Photos taken Aug. 31 by the National Oceanic and Atmospheric Administration show dark-colored water surrounding the site two days after the first spill was reported to the government hotline.

While the photos do not prove contaminated materials leaked from U.S. Oil Recovery, they show as the murky floodwaters receded, they flowed through Vince Bayou and emptied into a ship channel that leads to the San Jacinto River.

The hotline caller identified Vince Bayou as the waterway affected by a spill of unknown material in unknown amounts.

Thomas Voltaggio, a retired EPA official who oversaw Superfund cleanups and emergency responses for more than two decades, reviewed the aerial photos, hotline reports and other documents obtained by AP.

"It is intuitively obvious that the rains and floods of the magnitude that occurred during Hurricane Harvey would have resulted in some level of contamination having been released to the environment," Voltaggio said. "Any contamination in those tanks would likely have entered Vince Bayou and potentially the Houston Ship Channel."

He said the amount of contaminants spread from the site during the storm likely never will be known, making the environmental effect difficult to measure.

PRP Group, the corporation formed to oversee the cleanup at U.S. Oil Recovery, said it reported the spills as legally required but said subsequent testing of storm water remaining in the affected tanks showed it met federal drinking water standards.
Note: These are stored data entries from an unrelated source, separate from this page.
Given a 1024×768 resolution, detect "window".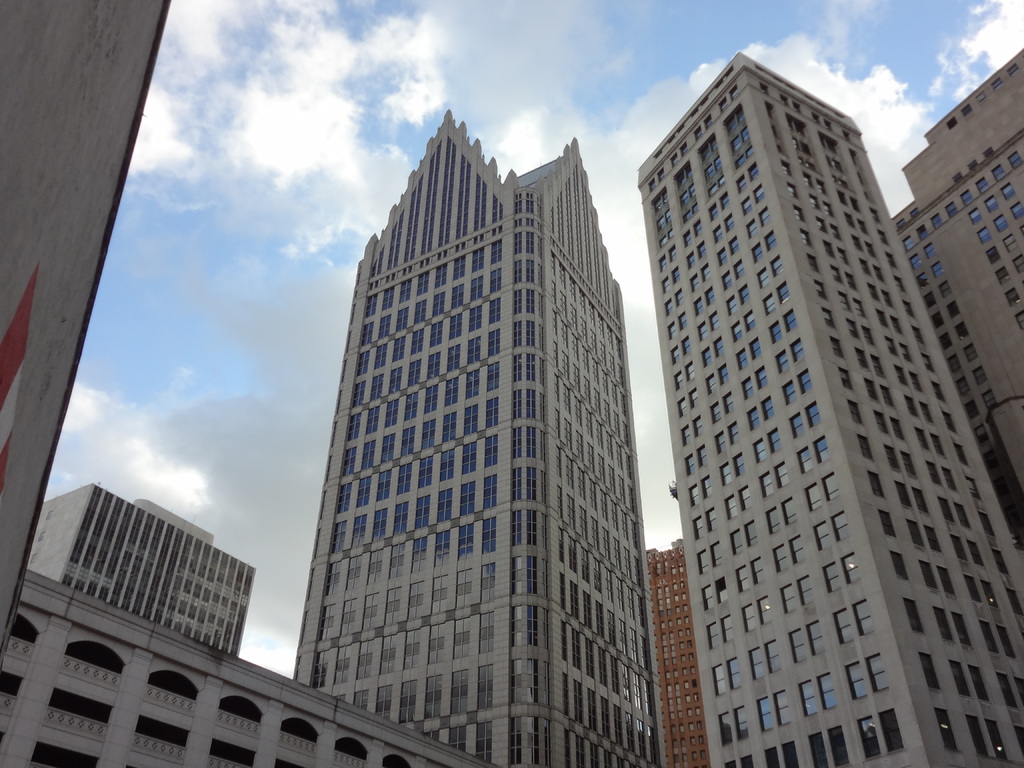
<box>891,361,908,390</box>.
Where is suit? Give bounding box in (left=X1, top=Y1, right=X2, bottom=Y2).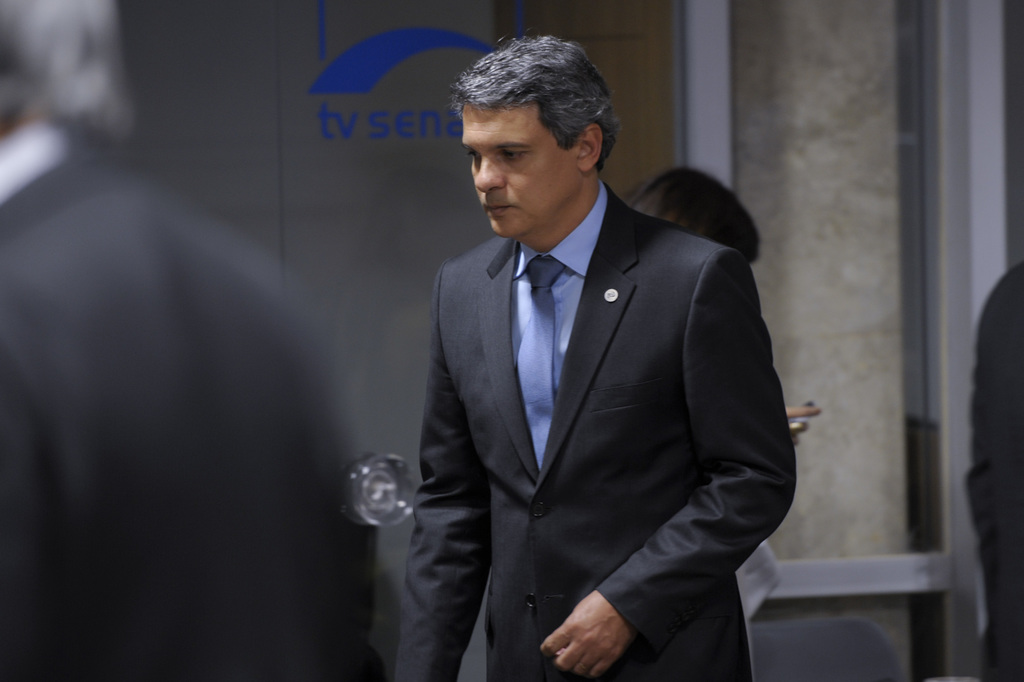
(left=0, top=124, right=368, bottom=681).
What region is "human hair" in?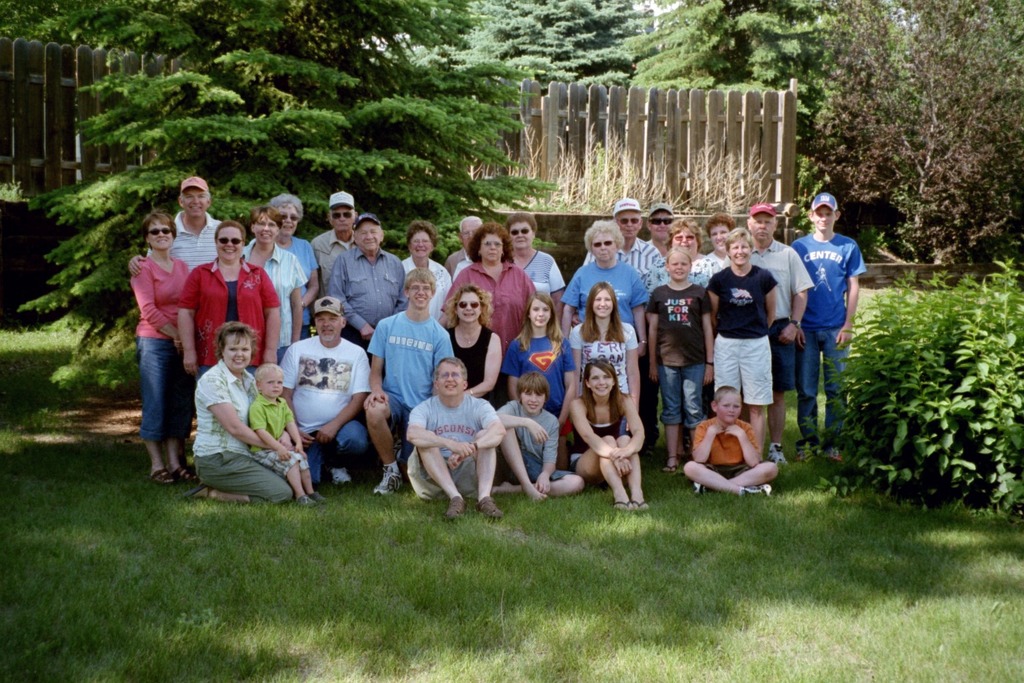
[212, 220, 249, 239].
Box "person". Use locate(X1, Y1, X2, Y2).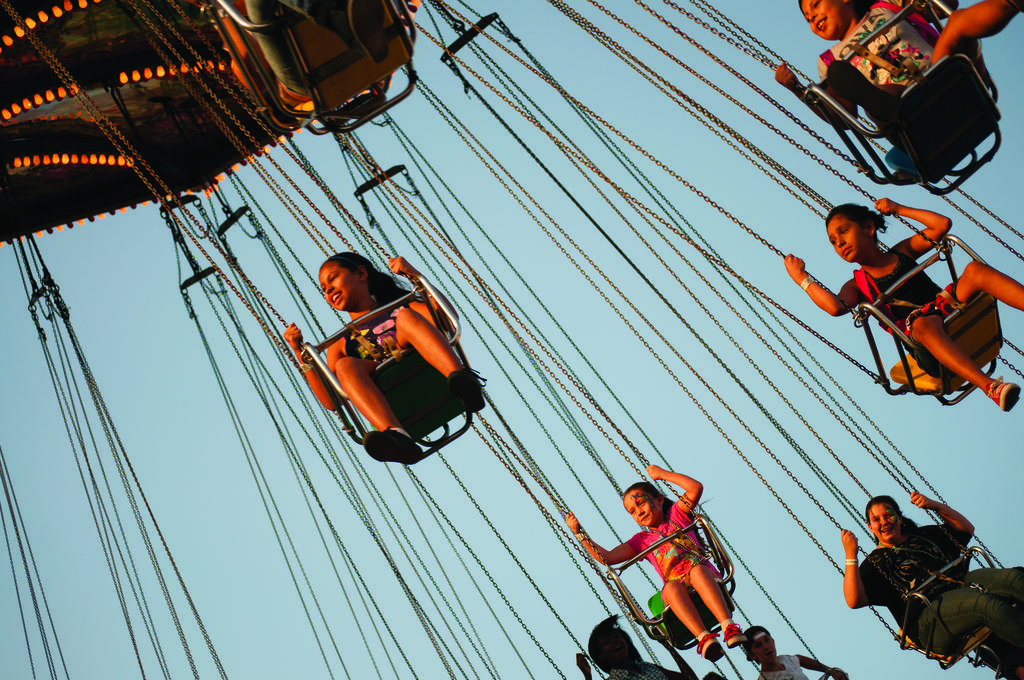
locate(781, 193, 1023, 414).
The company declined to provide AP copies of those lab reports or a list of specific chemicals for which it tested, saying the EPA was expected to release that information soon.

U.S. Oil Recovery was shut down in 2010 after regulators determined operations there posed an environmental threat to Vince Bayou, which flows through the property in Pasadena. Pollution at the former hazardous waste treatment plant is so bad that Texas prosecutors charged the company's owner, Klaus Genssler, with five criminal felonies. The German native fled the United States and is considered a fugitive.
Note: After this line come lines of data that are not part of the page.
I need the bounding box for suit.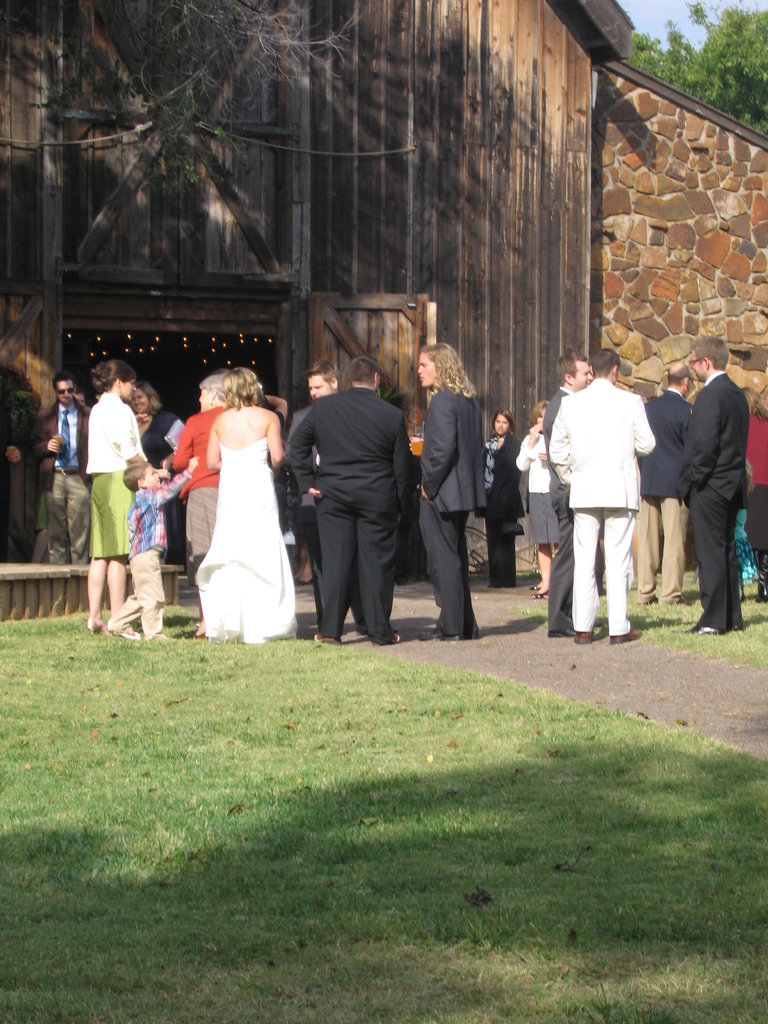
Here it is: [676, 372, 748, 628].
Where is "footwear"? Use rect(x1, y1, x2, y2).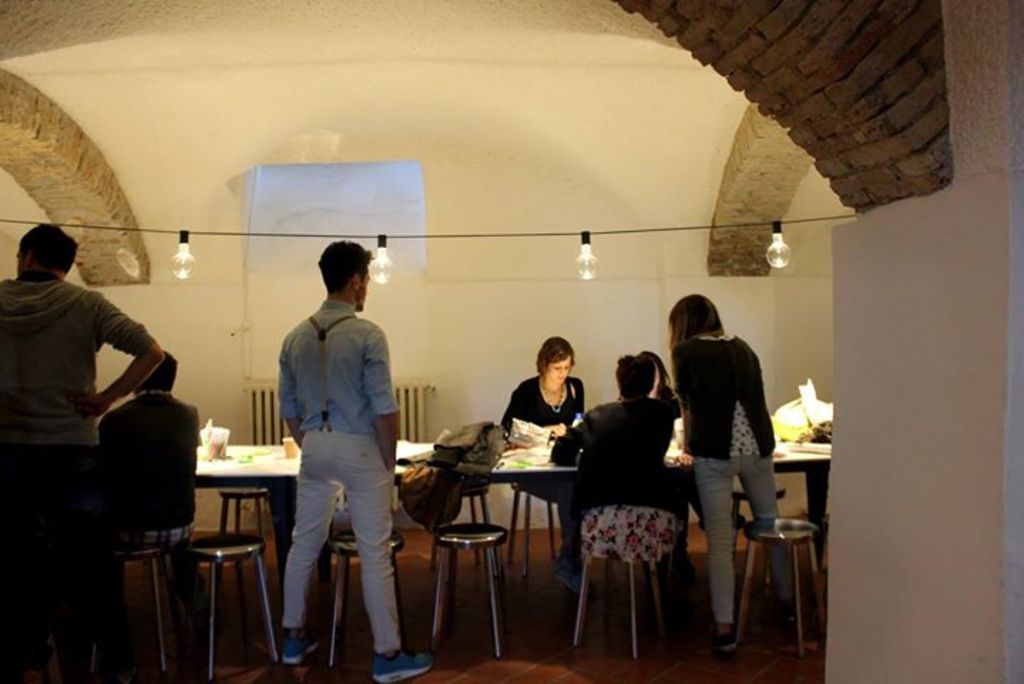
rect(776, 601, 813, 655).
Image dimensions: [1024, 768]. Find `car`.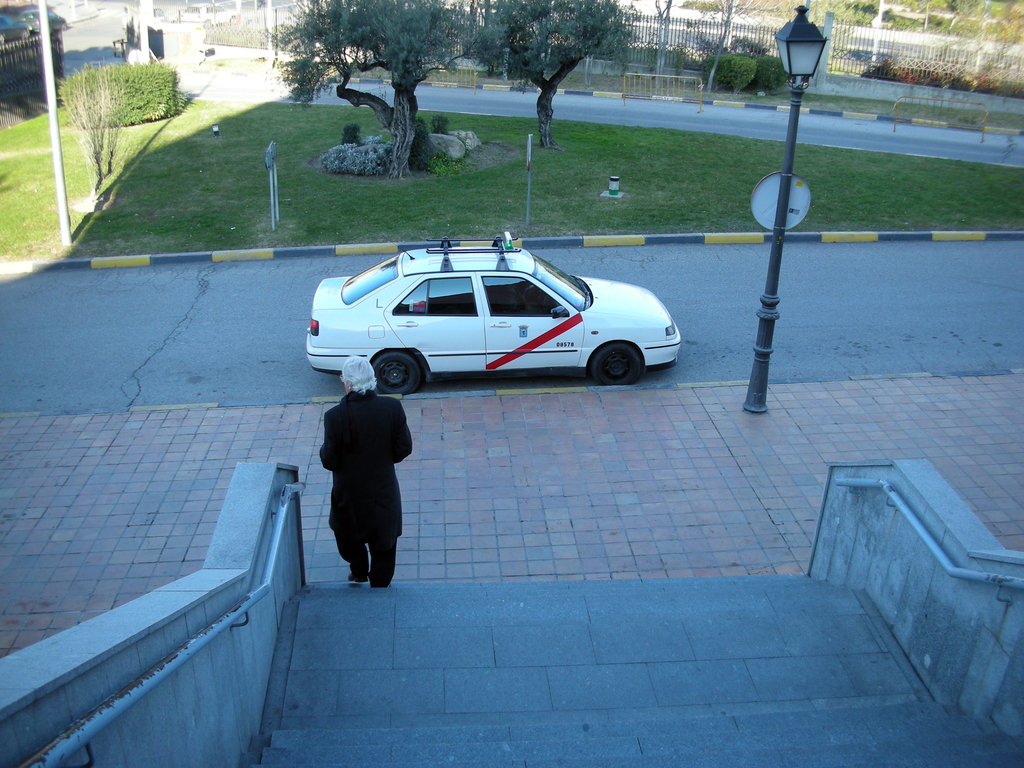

More than 100 companies that sent hazardous materials and oily waste to U.S. Oil Recovery for processing are now paying for the multimillion-dollar cleanup there through a court-monitored settlement. Past sampling of materials at the site revealed high concentrations of hazardous chemicals linked to cancer, such as benzene, ethylbenzene and trichloroethylene. The site also potentially contains toxic heavy metals, including mercury and arsenic.

AP began asking the EPA whether contaminated material might have again leaked from U.S. Oil Recovery last week, after reviewing the aerial photos taken Aug. 31. The EPA said it visited the site on Sept. 4, nearly a week after site operators reported an initial spill, and again the following week. The EPA said that its staff saw no evidence that toxins had washed away from the scene during either visit.

PRP Group said the spills occurred at the toxic waste site on Aug. 29, Sept. 6 and Sept. 7. One of the EPA's media releases on Sept. 9, more than 11 days after the first call was made to the hotline, made reference to overflowing water at the scene, but did not describe it as a spill.